Sunday, July 6, 2014

Scandal charges strike nerve during House budget debate

STATE HOUSE NEWS SERVICE
BOSTON -- Fiasco or scandal?
Which word to affix to recent troubles at state agencies became a surprise point of contention on the House floor Monday, as lawmakers rushed a $36.5 billion budget to Gov. Deval Patrick's desk.
Both branches overwhelmingly signed off on the proposal, but Rep. Marc Lombardo, a Billerica Republican who voted against the budget, used the debate to tick through the list of problems with ties to departments run by the governor, leading to a rebuke from Denise Andrews, an Orange Democrat.
The budget commits $186 million for the embattled Department of Children and Families, and moves the agency, which drew scrutiny after lapses in case management led to the death of a five-year-old, towards a 15-to-1 case to caseworker ratio.
Lawmakers on Monday also approved a House-Senate compromise that regulates compounding pharmacies and strengthens oversight. The legislation was spurred by tainted drugs, compounded by Framingham's New England Compounding Center, leading to the deaths of 64 people and thousands of sickened people in 20 states in 2012.
"Over the past eight years, the scandals in the Patrick administration have arisen from lack of oversight and leadership," said Lombardo, a former selectman. "They have cost the commonwealth millions and millions of dollars, and they have cost dozens and dozens of lives across the country."
Lombardo also pointed to the troubles at the state crime lab, where a former chemist allegedly tampered with drug evidence, leading to questions about convictions that were based on the evidence. Taxpayers were saddled with a $330 million tab, Lombardo said.
"We continue to throw more and more money at these departments, but the lack of reforms and change in leaderships and oversight leaves little confidence that we will not soon again see more scandal and more cost to the taxpayers," Lombardo said.
Lombardo's comments received an admonition from Andrews, who was elected in 2010 and previously worked at Novartis Consumer Health in New Jersey and Procter and Gamble in Ohio.
Andrews said the governor and lawmakers have worked on transparency, performance management and accountability issues, and "understanding where we have cracks and failures, and as soon as those show up, we're addressing them."
"No one likes the fact that we've had people die in our compounding pharmacy fiasco," added Andrews, a founding partner at Legacy Unlimited, a consulting company. "Scandal? Not appropriate, wouldn't use that word myself, respect the gentleman's prerogative to use what he wants."
Using that word, she said, offers voters, through media reports, a "really distorted view of what we do here in Boston to bring in a prudent, responsible budget."
The budget includes priorities voiced by lawmakers, including education, health care affordability, job creation, and dealing with the state's drug overdose epidemic, she said.
As for the Department of Children and Families, Andrews said an analysis of some of its failures showed the case ratios were "unmanageable" for caseworkers "to perform."
Andrews said she respected the differences of opinion she has with Lombardo. "But I don't want to sit silent and for one minute have anyone think that we're not doing our job down here," she said to applause from some colleagues.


Could you report every line of the listing below that holds the word "mustard"?

▸ **Dataset records**

[Start of Attachment]

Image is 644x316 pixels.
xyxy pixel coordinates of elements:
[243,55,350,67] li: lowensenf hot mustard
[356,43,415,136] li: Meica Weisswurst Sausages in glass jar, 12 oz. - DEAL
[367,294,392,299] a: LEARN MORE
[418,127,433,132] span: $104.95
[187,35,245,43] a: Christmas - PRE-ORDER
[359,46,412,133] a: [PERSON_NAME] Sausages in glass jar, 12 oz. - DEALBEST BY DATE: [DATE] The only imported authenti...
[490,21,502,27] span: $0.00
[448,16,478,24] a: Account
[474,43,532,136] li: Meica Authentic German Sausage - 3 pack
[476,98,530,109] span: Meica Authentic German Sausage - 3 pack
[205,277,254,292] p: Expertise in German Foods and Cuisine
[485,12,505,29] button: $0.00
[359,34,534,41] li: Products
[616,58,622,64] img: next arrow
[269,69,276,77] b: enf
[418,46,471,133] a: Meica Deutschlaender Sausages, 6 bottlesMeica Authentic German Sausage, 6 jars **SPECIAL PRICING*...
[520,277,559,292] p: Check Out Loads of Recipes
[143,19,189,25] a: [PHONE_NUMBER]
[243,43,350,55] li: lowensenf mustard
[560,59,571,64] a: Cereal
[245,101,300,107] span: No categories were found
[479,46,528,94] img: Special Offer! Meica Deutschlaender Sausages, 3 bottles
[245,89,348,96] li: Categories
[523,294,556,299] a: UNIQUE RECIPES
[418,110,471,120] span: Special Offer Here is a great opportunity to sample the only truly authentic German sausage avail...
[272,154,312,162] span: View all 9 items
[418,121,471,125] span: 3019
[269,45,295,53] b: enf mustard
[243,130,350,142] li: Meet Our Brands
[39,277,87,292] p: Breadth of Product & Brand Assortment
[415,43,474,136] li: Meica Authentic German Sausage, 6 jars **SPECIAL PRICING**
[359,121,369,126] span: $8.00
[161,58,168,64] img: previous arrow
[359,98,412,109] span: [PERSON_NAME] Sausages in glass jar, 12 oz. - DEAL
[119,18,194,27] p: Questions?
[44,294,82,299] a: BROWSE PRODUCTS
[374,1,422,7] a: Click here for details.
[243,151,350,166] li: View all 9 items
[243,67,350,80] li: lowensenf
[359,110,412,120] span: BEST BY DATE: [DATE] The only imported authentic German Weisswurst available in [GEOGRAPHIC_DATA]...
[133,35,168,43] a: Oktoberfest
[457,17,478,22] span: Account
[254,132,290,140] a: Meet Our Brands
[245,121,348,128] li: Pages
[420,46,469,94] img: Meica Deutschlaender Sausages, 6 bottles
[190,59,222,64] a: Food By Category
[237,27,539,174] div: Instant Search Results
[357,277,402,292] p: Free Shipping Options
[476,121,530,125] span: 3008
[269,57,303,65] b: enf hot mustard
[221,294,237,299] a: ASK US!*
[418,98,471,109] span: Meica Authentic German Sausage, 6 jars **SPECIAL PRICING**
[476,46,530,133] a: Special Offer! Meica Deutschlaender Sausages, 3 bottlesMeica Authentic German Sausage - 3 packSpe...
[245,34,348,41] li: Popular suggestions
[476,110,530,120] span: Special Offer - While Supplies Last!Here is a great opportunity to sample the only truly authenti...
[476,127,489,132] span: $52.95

[End of Attachment]

▸ **Response**
[243,55,350,67] li: lowensenf hot mustard
[243,43,350,55] li: lowensenf mustard
[269,45,295,53] b: enf mustard
[269,57,303,65] b: enf hot mustard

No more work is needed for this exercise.